Breaking the Ice
#3
[html]<style type="text/css">
#revan01b { width: 400px; background: #000 url('http://i1140.photobucket.com/albums/n571/britcurtisxo/revan1.png') bottom center no-repeat; padding-bottom: 300px; padding-top: 10px; border: 1px solid #000; color: #a15151; font-family: georgia; font-size: 14px; text-align: justify; }
#revan01b p { margin: 10px 20px; line-height: 15px; }
#revan01b .ooc { color: #752525; font-style: italic; margin-bottom: 15px; }
#revan01b .speak { color: #ffdcdc; font-weight: bold; }
</style>

OOC:


The day was young and Revan hadn't been walking far, but his mind was a long ways away from here, off in space as his father used to say. As he walked along the road, looking back to see his paw prints, he couldn't help but feeling a deep sadness as he remembered that day he had seen his lone footprints in the snow. Those lone paw prints, etched in the snow until another blanket would be laid down, forever erasing any evidence that he was here away to prevent anyone noticing. That's what he felt like in this pack.
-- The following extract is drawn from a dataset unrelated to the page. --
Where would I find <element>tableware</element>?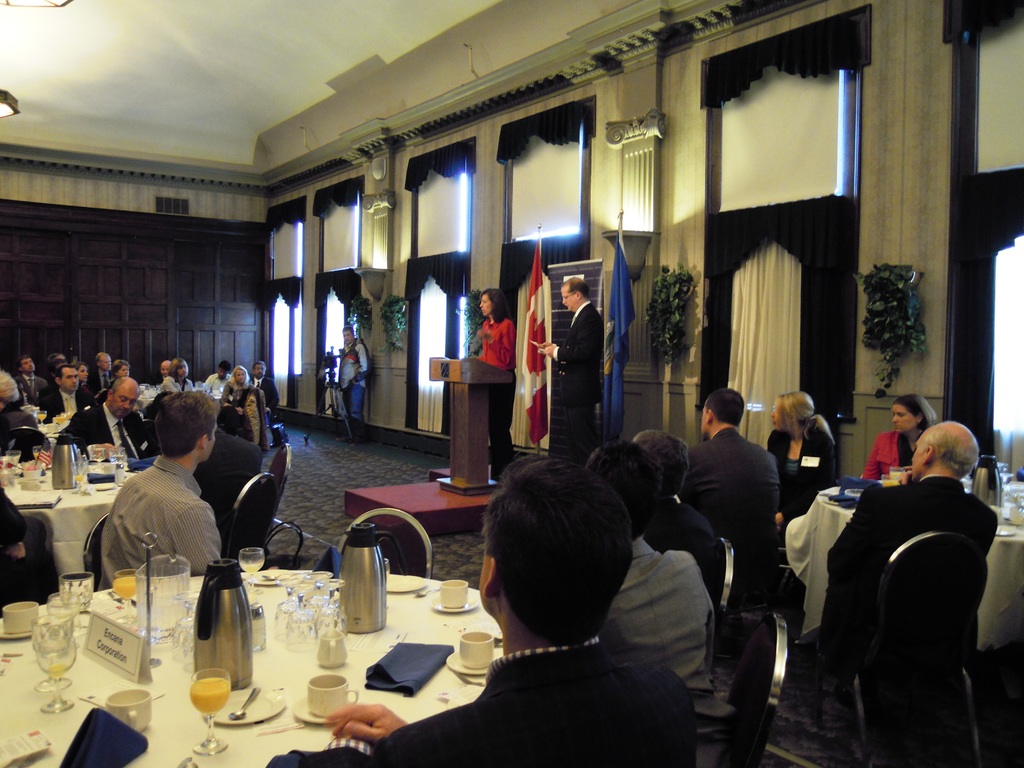
At x1=33, y1=445, x2=41, y2=460.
He was those paw prints, but the blankets of snow were constantly erasing his presence here, making him feel alone and unwelcome in this land of coyotes and jackals.
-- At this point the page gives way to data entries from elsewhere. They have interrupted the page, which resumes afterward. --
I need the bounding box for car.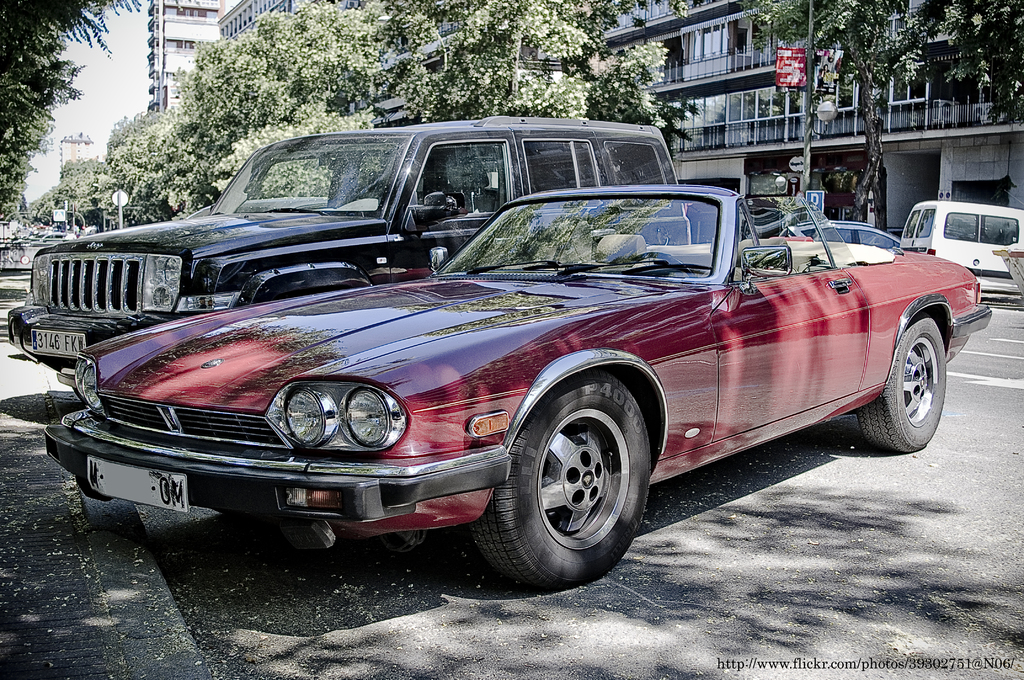
Here it is: <bbox>772, 222, 900, 250</bbox>.
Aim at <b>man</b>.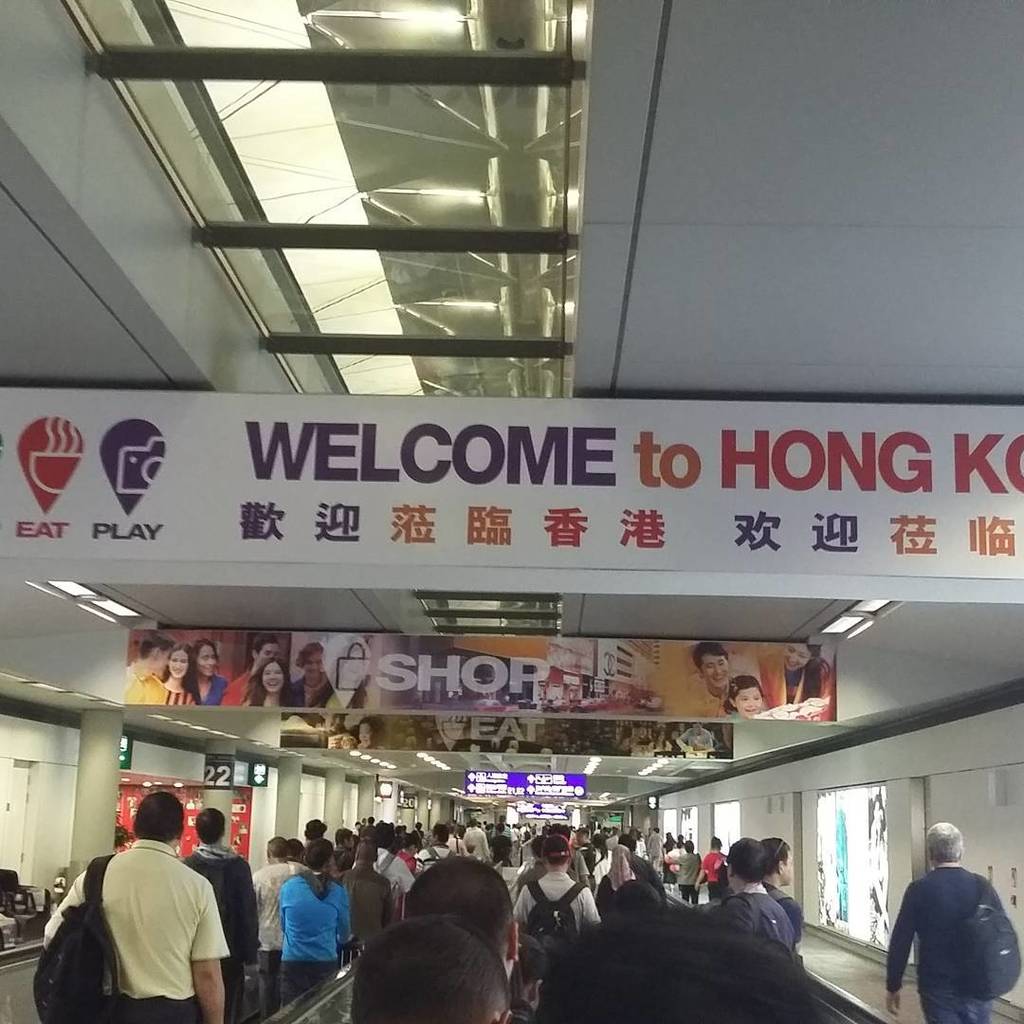
Aimed at BBox(277, 832, 353, 992).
The cold was a perfect metaphor as well, the same feeling taking place within his heart and chest. He even shivered from the intensity of it. Even when he was curled into a ball in the car and very warm, the cold still radiated through him, leaving him feeling as empty inside as the car he had come to call his home. Unlike the car however, he was able to leave the place where he was basically forced to stay by his own will, able to change the way he felt and escape the cold that seemed to take over his life. All he needed to do was find a way.
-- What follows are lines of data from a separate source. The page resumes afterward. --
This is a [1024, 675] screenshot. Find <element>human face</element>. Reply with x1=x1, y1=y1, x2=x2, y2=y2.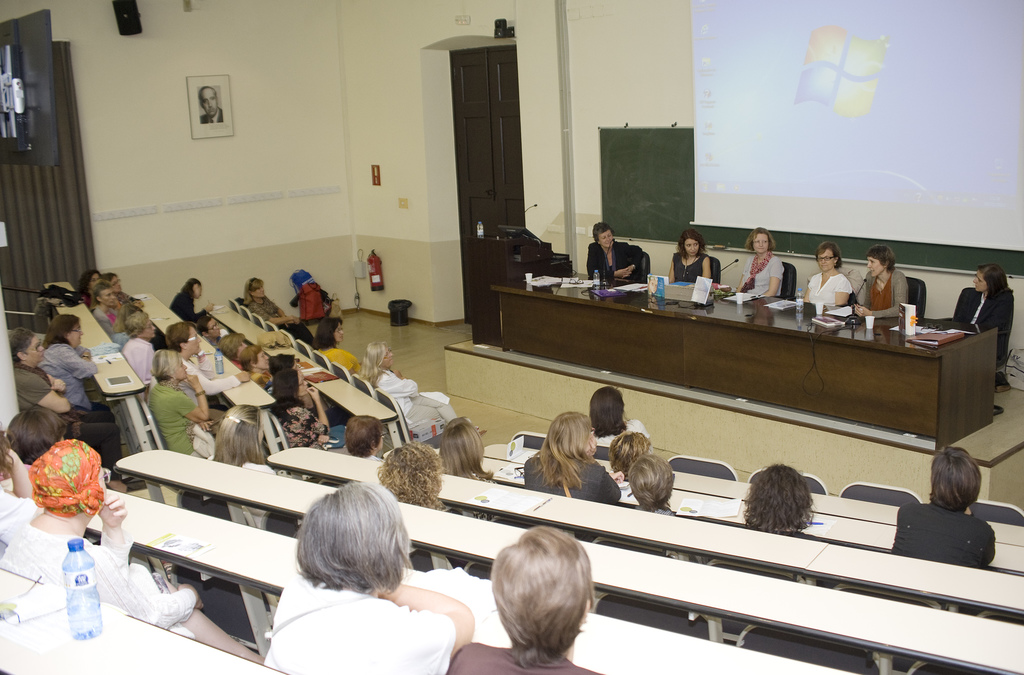
x1=249, y1=283, x2=268, y2=297.
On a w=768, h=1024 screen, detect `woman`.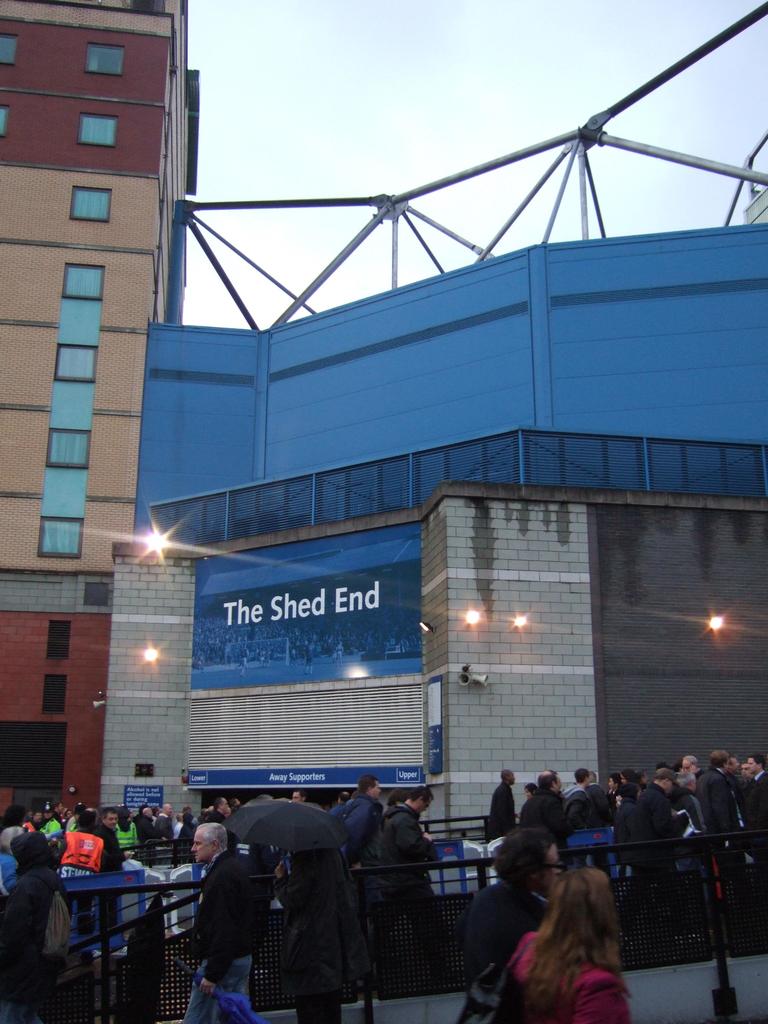
x1=107 y1=803 x2=138 y2=853.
His thoughts were interrupted suddenly as he heard a slightly far off "hey!", his head snapped to face forward. It wasn't hard to see the figure in the distance against the long road stretching to beyond the horizon, but he just couldn't believe that it wasn't just a figment of his imagination, brought on by his terrible loneliness. Just in case it wasn't however, he howled back, sitting down on the cold road and waiting for the figure to catch up to him and disappear in a puff of smoke or something like that. "Hello to you!" He called to the coyote that was supposedly only in his mind.